Prachanda, aka Pushpa Kamal Dahal, was till just the other day the nub of differences between India and Nepal. Now he turns up laden with potential to make a difference — elected Prime Minister of a fledgling republic that is seeking to put relations on a new keel. No longer an unwelcome irritant furtively ducking in and out of holes in Noida; very much an honoured guest New Delhi will hope to toast the future with.
There has been whispered annoyance in South Block at Prachandas decision to break convention and choose China as his first port of call on becoming Prime Minister, but the Nepali leader has been eagerly prefacing his arrival with loud disclaimers to suggestions that Nepal under him will turn more to China; Beijing, his managers have been saying, was not strictly a state visit, more an incidental trip occasioned by the closing ceremony of the Olympic Games.

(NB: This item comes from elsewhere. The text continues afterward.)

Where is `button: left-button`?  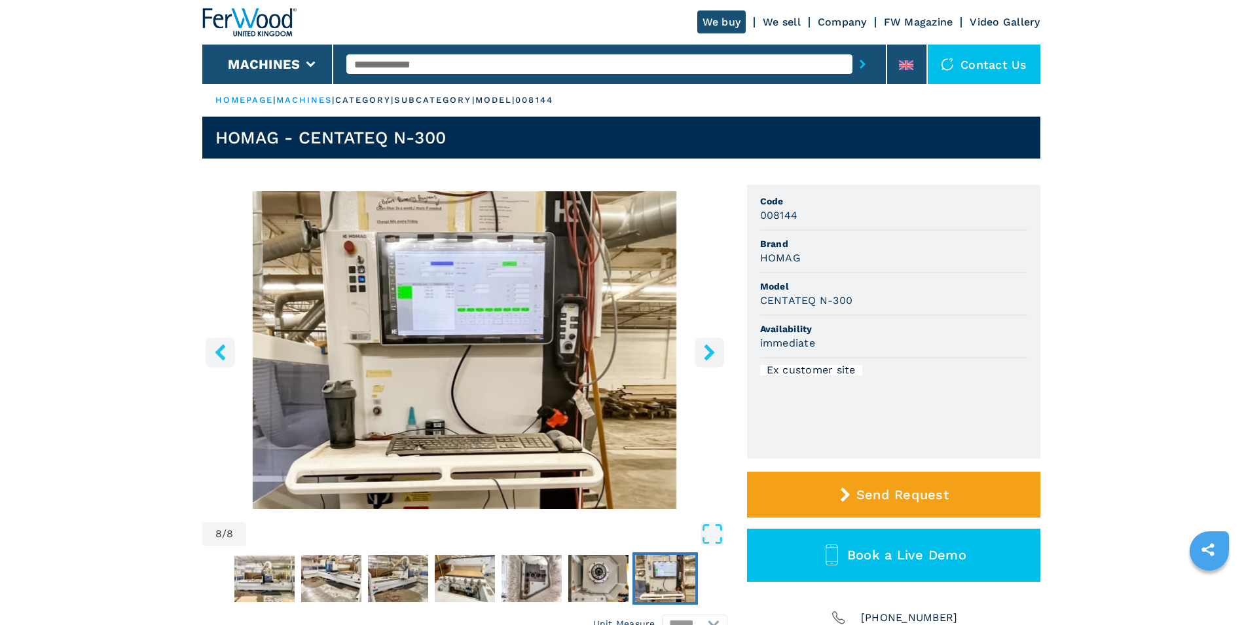
button: left-button is located at coordinates (220, 352).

Equi-distance with China and India has become the new mantra of Nepali foreign policy; at the moment, that isnt creating too many worries in the Indian foreign office. Indo-Nepalese ties, official and people-to-people, are too deep and diverse for any nation to pose a threat, the argument goes.

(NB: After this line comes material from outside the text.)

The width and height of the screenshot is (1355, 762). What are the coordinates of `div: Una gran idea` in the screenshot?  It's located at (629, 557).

Prachanda himself has been batting about to clear the anti-India air that surrounds him. India has played a very important role in initiating the peace process, we want to enhance our relationship on the basis of the changes in Nepal and on a new and equal footing, he told an Indian newspaper editor ahead of his visit. We will put an end to whipping up of anti-India sentiment in Nepal.
There has been virulent speculation these past weeks that Nepal under Prachandas Maoists is set to unilaterally scrap the Indo-Nepal Peace and Friendship Treaty of 1950; the odds are the revolutionaries, having assumed power, will not tilt to such radicalism.
India has expressed its willingness to revisit the treaty and senior officials have cited the precedent of a similar agreement with Bhutan being amended keeping in view the changing times. But the mutual will to amend/revise aspects of the treaty may take more than a five-day visit to complete.
Instead, the focus may be on more urgent issues like the Kosi floods, which have caused devastation on both sides of the border.
While India is expected to announce assistance to the Kosi flood victims in Nepal, Nepals major parties, including the Maoists, the communists and the Opposition, have advised the former revolutionary to give priority to the devastation caused by the Kosi and prepare the ground for reviewing water treaties, including the Kosi, Mahakali and Gandak pacts.
Nepali foreign minister Upendra Yadav had said during his recent India visit that the Kosi river treaty had to be changed as Nepal could not put a stone into the river water on its own — a reference to the fact that the repair and maintenance of the Kosis embankments is solely Indias responsibility.
Prachanda is making a strong pitch for better trade and economic relations and security and transit issues. This has been amplified by pre-arrival statements from different quarters in Nepal, and by foreign minister Yadav during his visit.
The Maoist leader, who promised an economic revolution in the annual policies and programme of his government this week, is expected to take up the issue of easy access for Nepali goods to India, easing of quarantine and tax procedures and improved fuel supplies.
The bilateral trade between the two countries now stands at $1.4 billion; the industry body Assocham calculates this volume will double by 2010. Nepal exports vanaspati, jute goods, polyester, pulses, hides and skins, herbs, cardamom, rice bran oil, ginger, oil cakes and noodles, while India imports rice, mechanical equipment, cotton textile, cement, chemicals, electrical equipment, milk products, farm equipment and tobacco.
With Prachanda now in the saddle, India will hope the Red revolution will get off the list of Nepali exports.